The sociology of literature is a subfield of the sociology of culture. It studies the social production of literature and its social implications. A notable example is Pierre Bourdieu's 1992 Les Règles de L'Art: Genèse et Structure du Champ Littéraire, translated by Susan Emanuel as Rules of Art: Genesis and Structure of the Literary Field (1996).

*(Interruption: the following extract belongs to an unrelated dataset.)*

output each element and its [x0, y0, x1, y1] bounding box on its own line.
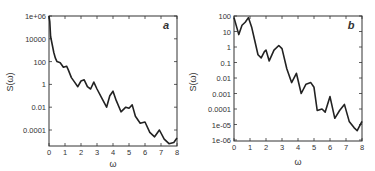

None of the 'founding fathers' of sociology produced a detailed study of literature, but they did develop ideas that were subsequently applied to literature by others. Karl Marx's theory of ideology has been directed at literature by Pierre Macherey, Terry Eagleton and Fredric Jameson. Max Weber's theory of modernity as cultural rationalisation, which he applied to music, was later applied to all the arts, literature included, by Frankfurt School writers such as Theodor Adorno and Jürgen Habermas. Emile Durkheim's view of sociology as the study of externally defined social facts was redirected towards literature by Robert Escarpit. Bourdieu's work is clearly indebted to Marx, Weber and Durkheim

An important first step in the sociology of literature was taken by Georg Lukács's The Theory of the Novel, first published in German in 1916, in the Zeitschrift fur Aesthetik und Allgemeine Kunstwissenschaft. In 1920 it was republished in book form and this version strongly influenced the Frankfurt School. A second edition, published in 1962, was similarly influential on French structuralism. The Theory of the Novel argued that, whilst the classical epic poem had given form to a totality of life pregiven in reality by the social integration of classical civilisation, the modern novel had become 'the epic of an age in which the extensive totality of life is no longer directly given'. The novel form is therefore organised around the problematic hero in pursuit of problematic values within a problematic world.